Galactic Pancake Mystery Solved
mOoZik writes "According to the BBC, Astronomers have figured out why a series of small galaxies surrounding the Milky Way are distributed around it in the shape of a pancake. Theorists believed that the eleven dwarf galaxy companions should have a diffuse, spherical arrangement, but a University of Durham team used a supercomputer to show how the galaxies could take the pancake form without challenging cosmological theory."
This sounds a little like planetary formation. What if these 'halos' were really rings, due to some sort of spin in the original setup? Do they have to be a 3-dimensional halo? I am not an astronomer, but it sounds reasonable to me - could someone please explain this?
Quoth the server, "404."
without challenging cosmological theory
Isn't it supposed to be about challenging current theories?

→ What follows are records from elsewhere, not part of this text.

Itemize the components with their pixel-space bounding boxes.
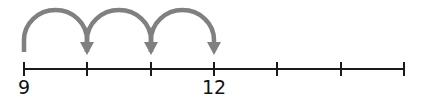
tick-label-start: 9 xyxy=(18,78,30,97)
jump-arrow-icon xyxy=(87,10,158,55)
jump-arcs xyxy=(24,10,221,55)
jump-arrow-icon xyxy=(151,10,221,55)
number-line-diagram: 9 12 xyxy=(0,0,429,107)
tick-label-end: 12 xyxy=(202,78,226,97)
jump-arrow-icon xyxy=(24,10,94,55)
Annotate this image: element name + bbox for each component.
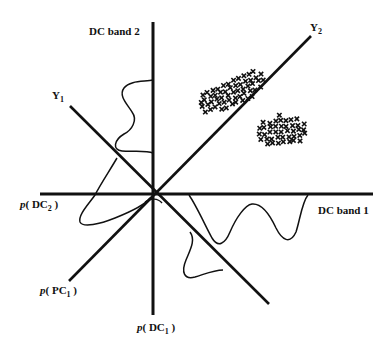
scatter-point <box>292 134 296 138</box>
scatter-point <box>273 124 277 128</box>
scatter-point <box>200 104 204 108</box>
scatter-point <box>268 130 272 134</box>
scatter-point <box>220 107 224 111</box>
scatter-point <box>236 76 240 80</box>
scatter-point <box>246 84 250 88</box>
scatter-point <box>243 79 247 83</box>
scatter-point <box>248 88 252 92</box>
scatter-point <box>277 113 281 117</box>
scatter-point <box>276 141 280 145</box>
scatter-point <box>261 78 265 82</box>
scatter-point <box>231 90 235 94</box>
scatter-point <box>259 137 263 141</box>
scatter-point <box>205 90 209 94</box>
scatter-point <box>236 89 240 93</box>
scatter-point <box>203 110 207 114</box>
scatter-point <box>298 133 302 137</box>
scatter-point <box>279 124 283 128</box>
scatter-point <box>287 135 291 139</box>
y1-label-main: Y <box>52 89 60 101</box>
scatter-point <box>242 74 246 78</box>
scatter-point <box>265 137 269 141</box>
scatter-point <box>241 87 245 91</box>
scatter-point <box>226 93 230 97</box>
scatter-point <box>217 101 221 105</box>
dc-band-1-label: DC band 1 <box>318 204 369 216</box>
scatter-point <box>218 90 222 94</box>
scatter-point <box>298 139 302 143</box>
scatter-point <box>211 88 215 92</box>
scatter-point <box>290 123 294 127</box>
scatter-point <box>278 118 282 122</box>
scatter-point <box>202 98 206 102</box>
scatter-point <box>281 140 285 144</box>
scatter-point <box>224 106 228 110</box>
p-dc1-label: p( DC1 ) <box>136 321 176 336</box>
scatter-point <box>208 107 212 111</box>
scatter-point <box>257 132 261 136</box>
p-dc2-band2-curve <box>115 80 153 153</box>
y1-label-sub: 1 <box>60 95 64 104</box>
scatter-point <box>238 82 242 86</box>
scatter-point <box>240 98 244 102</box>
scatter-point <box>213 105 217 109</box>
y2-label-sub: 2 <box>318 27 322 36</box>
scatter-point <box>269 137 273 141</box>
scatter-point <box>279 130 283 134</box>
scatter-point <box>262 132 266 136</box>
scatter-point <box>231 78 235 82</box>
scatter-point <box>251 69 255 73</box>
scatter-point <box>276 135 280 139</box>
y1-label: Y1 <box>52 89 64 104</box>
scatter-point <box>242 91 246 95</box>
y2-label-main: Y <box>310 21 318 33</box>
scatter-point <box>262 125 266 129</box>
scatter-point <box>281 135 285 139</box>
p-pc1-label: p( PC1 ) <box>39 284 77 299</box>
scatter-point <box>274 130 278 134</box>
scatter-point <box>284 124 288 128</box>
scatter-point <box>209 94 213 98</box>
scatter-point <box>261 120 265 124</box>
y1-axis <box>70 106 269 304</box>
scatter-point <box>233 96 237 100</box>
scatter-point <box>265 142 269 146</box>
scatter-point <box>221 83 225 87</box>
scatter-point <box>297 127 301 131</box>
scatter-point <box>256 78 260 82</box>
scatter-point <box>258 126 262 130</box>
scatter-point <box>201 93 205 97</box>
scatter-point <box>219 96 223 100</box>
scatter-point <box>289 118 293 122</box>
cluster-lower <box>257 113 307 146</box>
scatter-point <box>259 72 263 76</box>
scatter-point <box>296 123 300 127</box>
scatter-point <box>274 119 278 123</box>
scatter-point <box>247 72 251 76</box>
scatter-point <box>302 122 306 126</box>
p-dc2-label: p( DC2 ) <box>19 198 59 213</box>
scatter-point <box>284 118 288 122</box>
p-pc1-curve <box>80 158 150 225</box>
diagram-canvas: DC band 2 DC band 1 Y1 Y2 p( DC2 ) p( PC… <box>0 0 392 353</box>
scatter-point <box>268 125 272 129</box>
scatter-point <box>233 83 237 87</box>
scatter-point <box>209 100 213 104</box>
scatter-point <box>291 129 295 133</box>
scatter-point <box>295 117 299 121</box>
scatter-point <box>270 141 274 145</box>
dc-band-2-label: DC band 2 <box>89 25 140 37</box>
y2-axis <box>69 36 311 281</box>
scatter-point <box>285 128 289 132</box>
scatter-point <box>222 100 226 104</box>
p-dc1-band1-curve <box>189 195 308 244</box>
y2-label: Y2 <box>310 21 322 36</box>
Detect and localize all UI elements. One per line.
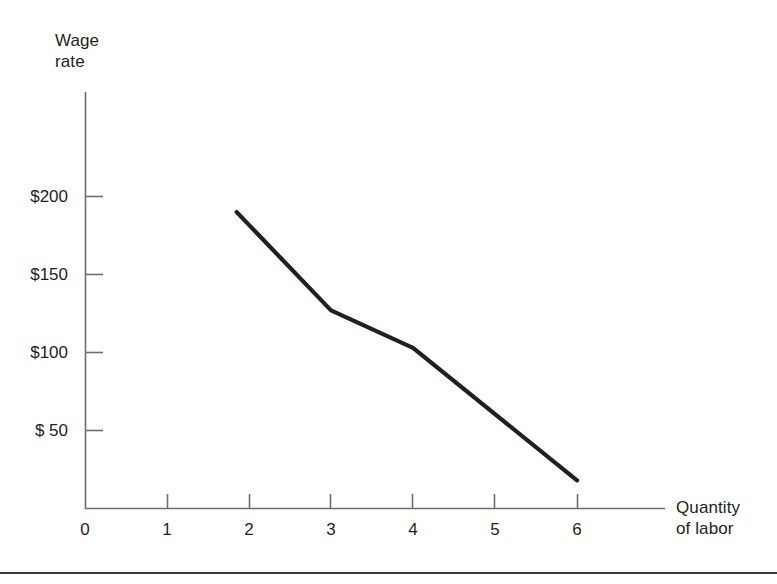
x-tick-label-0: 0 [70,520,100,540]
x-tick-label-6: 6 [562,520,592,540]
bottom-divider [0,572,777,574]
x-tick-label-4: 4 [398,520,428,540]
x-tick-label-1: 1 [152,520,182,540]
y-tick-label-100: $100 [0,343,68,363]
y-tick-label-150: $150 [0,265,68,285]
x-tick-label-5: 5 [480,520,510,540]
y-axis-title: Wage rate [55,30,99,72]
y-tick-label-200: $200 [0,187,68,207]
x-axis-title: Quantity of labor [676,497,740,539]
y-axis-ticks [85,197,103,431]
x-tick-label-3: 3 [316,520,346,540]
x-tick-label-2: 2 [234,520,264,540]
plot-area [0,0,777,584]
chart-figure: Wage rate Quantity of labor $200 $150 $1… [0,0,777,584]
y-tick-label-50: $ 50 [0,421,68,441]
x-axis-ticks [168,494,578,508]
wage-rate-curve [237,212,577,480]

I've got a slightly more than average knowledge base on cosmology (though maybe not more than your average slashdotter). I've read a few books, but one thing I've never cleared up: Why do galaxies form in flat spirals and pancaks, and not in gravitationally stable spheres? Is there a simple reason I'm missing?
-dave
http://millionnumbers.com/ - own the number of your dreams
Asking why is metaphysical in (at) the end :)
Anyway, there they have some more readable info
CC.
TaijiQuan (Huang, 5 loosenings)
The most irritating part of being an astronomer must be constantly defending the allocation of millions of dollars of public funds on whatever it is that they do.

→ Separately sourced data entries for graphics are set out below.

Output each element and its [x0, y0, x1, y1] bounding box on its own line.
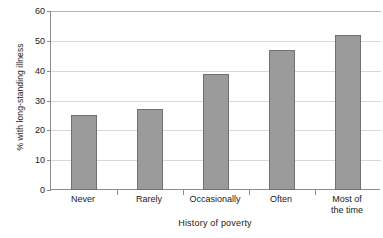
y-tick-label: 60	[35, 6, 45, 16]
bar-slot	[315, 11, 381, 190]
bar-chart: % with long-standing illness 01020304050…	[0, 0, 383, 238]
x-category-label-line: the time	[314, 205, 380, 216]
y-tick-label: 0	[40, 185, 45, 195]
x-category-label: Most ofthe time	[314, 194, 380, 216]
y-tick-label: 50	[35, 36, 45, 46]
y-tick-label: 20	[35, 125, 45, 135]
bar[interactable]	[71, 115, 97, 190]
x-category-label-line: Often	[248, 194, 314, 205]
y-axis-title: % with long-standing illness	[15, 10, 25, 185]
bar-slot	[117, 11, 183, 190]
plot-area: 0102030405060	[50, 11, 380, 190]
bar-slot	[249, 11, 315, 190]
x-category-label-line: Never	[50, 194, 116, 205]
x-category-label: Often	[248, 194, 314, 205]
y-tick-label: 40	[35, 66, 45, 76]
y-tick-label: 10	[35, 155, 45, 165]
bar-slot	[51, 11, 117, 190]
x-category-label: Never	[50, 194, 116, 205]
bar[interactable]	[335, 35, 361, 190]
bar[interactable]	[269, 50, 295, 190]
y-tick-label: 30	[35, 96, 45, 106]
y-tick-mark	[47, 190, 51, 191]
x-axis-title: History of poverty	[50, 218, 380, 228]
x-category-label: Occasionally	[182, 194, 248, 205]
bar[interactable]	[137, 109, 163, 190]
x-category-label-line: Most of	[314, 194, 380, 205]
x-category-label: Rarely	[116, 194, 182, 205]
x-category-label-line: Rarely	[116, 194, 182, 205]
x-category-label-line: Occasionally	[182, 194, 248, 205]
bar-slot	[183, 11, 249, 190]
bars-layer	[51, 11, 381, 190]
bar[interactable]	[203, 74, 229, 190]
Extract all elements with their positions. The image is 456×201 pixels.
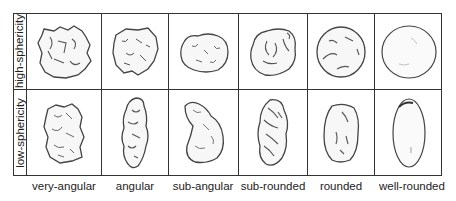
column-label-sub-rounded: sub-rounded [235,180,311,192]
column-label-rounded: rounded [308,180,374,192]
grain-low-well-rounded [375,90,442,176]
grain-high-well-rounded [375,14,442,89]
row-label-low-sphericity: low-sphericity [13,89,26,176]
grain-high-sub-rounded [239,14,307,89]
grain-low-sub-angular [169,90,238,176]
row-label-high-sphericity: high-sphericity [13,13,26,89]
column-label-very-angular: very-angular [27,180,101,192]
grain-high-sub-angular [169,14,238,89]
grain-high-rounded [308,14,374,89]
grain-high-angular [102,14,168,89]
column-label-well-rounded: well-rounded [372,180,452,192]
grain-low-angular [102,90,168,176]
grain-low-sub-rounded [239,90,307,176]
grain-high-very-angular [27,14,101,89]
grain-low-very-angular [27,90,101,176]
grain-low-rounded [308,90,374,176]
column-label-sub-angular: sub-angular [165,180,241,192]
column-label-angular: angular [102,180,168,192]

A major new theory in regards to the shape and spacing of galaxies; what difference does it make to anyone?
Any bible-thumping corrupt two-bit schmuck of a politician can come up with a reason why the millions of dollars spent on astronomical research would better be directed towards one of his campaign contributers. And there are lots of those politicians nowdays.
So how actually do the astronomers keep all this money flowing their way? I would suspect that astronomy is 80% math and computer programming now instead of primarily star-gazing.
In the past, it wasn't this hard to justify the astronomers. Gods ruled the stars; kings ruled the people by the grace of the gods; astronomers interpreted the movement of the stars to convince the people that the gods still favored the king, and the king saw to it that the astronomers got plenty of money.
Astronomical research was important in navigation and agriculture. When to plant and which direction to steer when out-of-sight of land was critically important. But real extraterrestial knowledge came slowly. It was only four hundred years ago that Westerners realized that the Earth moved around the sun.
Today the most interesting about astronomy isn't theories about objects billions of miles away, it's how astronomers justify spending millions of dollars looking at objects billions of miles away.